Abstract

Magnesium nanostructures, with the material characteristic of surface adatom diffusion strongly influencing the nanostructure growth during physical vapor deposition, have been fabricated by a glancing angle deposition (GLAD) technique on flat and patterned substrates at a substrate rotation speed ranging from ω = 0 rpm to ω = 10 rpm. Depending on the substrate rotation speed, the Mg nanostructures consist of different nanostructure units: a nanoblade at ω = 0 rpm (oblique angle deposition), a bundle of nanoblades at ω = 0.1 rpm, an oblate nanorod mixed with a bundle of nanoblades at ω = I rpm and an oblate nanorod at ω = 10 rpm. The formation of different nanostructure units in the samples deposited at different ω values is explained by the competition between the deposition and diffusion processes. In addition, during the oblique angle deposition of Mg, the substrate is rotated 90°, and the formed sample is composed of two layers of nanoblade arrays with an included angle γ ≈ 33° between the two layers, resulting from a lattice match at the interface. Macroscopically, the structure parameters, including the number density, width and thickness of the nanostructure units, the height of samples, and the tilting angle of the nanostructures, depend strongly on both the substrate rotation speed and the substrate features.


- [HOW TO COMPLETE THIS TASK]:
Return each entry exactly, with none missing.

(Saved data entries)
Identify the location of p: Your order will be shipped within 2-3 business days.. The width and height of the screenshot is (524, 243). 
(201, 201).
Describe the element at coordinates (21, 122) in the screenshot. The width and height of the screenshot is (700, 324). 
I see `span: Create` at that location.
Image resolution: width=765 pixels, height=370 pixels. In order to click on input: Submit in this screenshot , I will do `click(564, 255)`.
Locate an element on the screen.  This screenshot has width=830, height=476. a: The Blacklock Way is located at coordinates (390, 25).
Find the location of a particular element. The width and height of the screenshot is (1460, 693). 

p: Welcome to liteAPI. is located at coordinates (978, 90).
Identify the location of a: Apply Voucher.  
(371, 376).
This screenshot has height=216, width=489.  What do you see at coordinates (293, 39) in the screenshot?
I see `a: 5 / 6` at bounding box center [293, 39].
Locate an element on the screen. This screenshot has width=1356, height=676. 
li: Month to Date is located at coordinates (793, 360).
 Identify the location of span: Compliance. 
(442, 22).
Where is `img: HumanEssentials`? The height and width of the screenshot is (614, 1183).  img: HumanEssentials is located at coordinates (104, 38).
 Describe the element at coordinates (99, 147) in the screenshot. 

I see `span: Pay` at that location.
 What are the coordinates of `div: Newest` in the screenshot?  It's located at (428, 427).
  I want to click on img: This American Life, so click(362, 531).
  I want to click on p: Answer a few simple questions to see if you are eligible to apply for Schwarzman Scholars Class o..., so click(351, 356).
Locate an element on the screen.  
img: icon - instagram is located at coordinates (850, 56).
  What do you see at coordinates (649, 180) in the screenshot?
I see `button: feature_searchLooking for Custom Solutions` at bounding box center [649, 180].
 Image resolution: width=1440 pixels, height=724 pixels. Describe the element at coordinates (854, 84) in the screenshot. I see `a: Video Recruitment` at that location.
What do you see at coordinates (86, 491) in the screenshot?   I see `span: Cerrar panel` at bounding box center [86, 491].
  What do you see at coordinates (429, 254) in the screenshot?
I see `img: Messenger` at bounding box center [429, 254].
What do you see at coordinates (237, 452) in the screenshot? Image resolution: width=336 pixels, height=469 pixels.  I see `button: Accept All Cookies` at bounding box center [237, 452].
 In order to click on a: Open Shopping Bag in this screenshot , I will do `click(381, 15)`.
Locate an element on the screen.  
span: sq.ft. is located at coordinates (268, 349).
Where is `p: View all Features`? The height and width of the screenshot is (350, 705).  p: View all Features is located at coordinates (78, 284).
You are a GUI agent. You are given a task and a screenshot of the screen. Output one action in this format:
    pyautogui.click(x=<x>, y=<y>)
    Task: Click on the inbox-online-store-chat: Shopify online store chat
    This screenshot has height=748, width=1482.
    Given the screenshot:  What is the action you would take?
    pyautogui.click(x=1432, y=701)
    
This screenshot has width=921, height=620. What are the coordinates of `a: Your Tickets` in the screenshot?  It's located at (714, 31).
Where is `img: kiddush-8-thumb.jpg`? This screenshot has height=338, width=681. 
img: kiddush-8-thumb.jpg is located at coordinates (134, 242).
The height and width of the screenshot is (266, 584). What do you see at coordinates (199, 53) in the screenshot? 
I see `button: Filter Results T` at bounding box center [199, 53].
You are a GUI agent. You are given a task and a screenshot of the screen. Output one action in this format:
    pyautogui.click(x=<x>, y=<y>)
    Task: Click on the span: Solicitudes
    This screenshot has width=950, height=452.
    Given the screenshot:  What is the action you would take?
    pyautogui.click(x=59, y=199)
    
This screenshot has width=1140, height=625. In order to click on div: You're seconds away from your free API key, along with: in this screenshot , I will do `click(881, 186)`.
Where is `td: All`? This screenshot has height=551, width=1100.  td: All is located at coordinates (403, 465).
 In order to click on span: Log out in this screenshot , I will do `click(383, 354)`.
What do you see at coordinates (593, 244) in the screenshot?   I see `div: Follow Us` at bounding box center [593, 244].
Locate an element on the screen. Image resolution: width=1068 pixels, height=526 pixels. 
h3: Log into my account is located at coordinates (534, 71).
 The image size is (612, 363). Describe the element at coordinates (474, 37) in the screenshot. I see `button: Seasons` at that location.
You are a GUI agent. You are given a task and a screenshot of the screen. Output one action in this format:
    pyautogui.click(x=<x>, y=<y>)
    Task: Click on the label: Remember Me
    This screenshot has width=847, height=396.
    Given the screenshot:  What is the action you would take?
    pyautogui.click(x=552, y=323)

- [SOLUTION FOR THIS EXERCISE]:
Identify the location of p: Your order will be shipped within 2-3 business days.. The width and height of the screenshot is (524, 243). 
(201, 201).
Describe the element at coordinates (21, 122) in the screenshot. The width and height of the screenshot is (700, 324). 
I see `span: Create` at that location.
Image resolution: width=765 pixels, height=370 pixels. In order to click on input: Submit in this screenshot , I will do `click(564, 255)`.
Locate an element on the screen.  This screenshot has width=830, height=476. a: The Blacklock Way is located at coordinates (390, 25).
Find the location of a particular element. The width and height of the screenshot is (1460, 693). 

p: Welcome to liteAPI. is located at coordinates (978, 90).
Identify the location of a: Apply Voucher.  
(371, 376).
This screenshot has height=216, width=489.  What do you see at coordinates (293, 39) in the screenshot?
I see `a: 5 / 6` at bounding box center [293, 39].
Locate an element on the screen. This screenshot has width=1356, height=676. 
li: Month to Date is located at coordinates (793, 360).
 Identify the location of span: Compliance. 
(442, 22).
Where is `img: HumanEssentials`? The height and width of the screenshot is (614, 1183).  img: HumanEssentials is located at coordinates (104, 38).
 Describe the element at coordinates (99, 147) in the screenshot. 

I see `span: Pay` at that location.
 What are the coordinates of `div: Newest` in the screenshot?  It's located at (428, 427).
  I want to click on img: This American Life, so click(362, 531).
  I want to click on p: Answer a few simple questions to see if you are eligible to apply for Schwarzman Scholars Class o..., so click(351, 356).
Locate an element on the screen.  
img: icon - instagram is located at coordinates (850, 56).
  What do you see at coordinates (649, 180) in the screenshot?
I see `button: feature_searchLooking for Custom Solutions` at bounding box center [649, 180].
 Image resolution: width=1440 pixels, height=724 pixels. Describe the element at coordinates (854, 84) in the screenshot. I see `a: Video Recruitment` at that location.
What do you see at coordinates (86, 491) in the screenshot?   I see `span: Cerrar panel` at bounding box center [86, 491].
  What do you see at coordinates (429, 254) in the screenshot?
I see `img: Messenger` at bounding box center [429, 254].
What do you see at coordinates (237, 452) in the screenshot? Image resolution: width=336 pixels, height=469 pixels.  I see `button: Accept All Cookies` at bounding box center [237, 452].
 In order to click on a: Open Shopping Bag in this screenshot , I will do `click(381, 15)`.
Locate an element on the screen.  
span: sq.ft. is located at coordinates (268, 349).
Where is `p: View all Features`? The height and width of the screenshot is (350, 705).  p: View all Features is located at coordinates (78, 284).
You are a GUI agent. You are given a task and a screenshot of the screen. Output one action in this format:
    pyautogui.click(x=<x>, y=<y>)
    Task: Click on the inbox-online-store-chat: Shopify online store chat
    This screenshot has height=748, width=1482.
    Given the screenshot:  What is the action you would take?
    pyautogui.click(x=1432, y=701)
    
This screenshot has width=921, height=620. What are the coordinates of `a: Your Tickets` in the screenshot?  It's located at (714, 31).
Where is `img: kiddush-8-thumb.jpg`? This screenshot has height=338, width=681. 
img: kiddush-8-thumb.jpg is located at coordinates (134, 242).
The height and width of the screenshot is (266, 584). What do you see at coordinates (199, 53) in the screenshot? 
I see `button: Filter Results T` at bounding box center [199, 53].
You are a GUI agent. You are given a task and a screenshot of the screen. Output one action in this format:
    pyautogui.click(x=<x>, y=<y>)
    Task: Click on the span: Solicitudes
    This screenshot has width=950, height=452.
    Given the screenshot:  What is the action you would take?
    pyautogui.click(x=59, y=199)
    
This screenshot has width=1140, height=625. In order to click on div: You're seconds away from your free API key, along with: in this screenshot , I will do `click(881, 186)`.
Where is `td: All`? This screenshot has height=551, width=1100.  td: All is located at coordinates (403, 465).
 In order to click on span: Log out in this screenshot , I will do `click(383, 354)`.
What do you see at coordinates (593, 244) in the screenshot?   I see `div: Follow Us` at bounding box center [593, 244].
Locate an element on the screen. Image resolution: width=1068 pixels, height=526 pixels. 
h3: Log into my account is located at coordinates (534, 71).
 The image size is (612, 363). Describe the element at coordinates (474, 37) in the screenshot. I see `button: Seasons` at that location.
You are a GUI agent. You are given a task and a screenshot of the screen. Output one action in this format:
    pyautogui.click(x=<x>, y=<y>)
    Task: Click on the label: Remember Me
    This screenshot has width=847, height=396.
    Given the screenshot:  What is the action you would take?
    pyautogui.click(x=552, y=323)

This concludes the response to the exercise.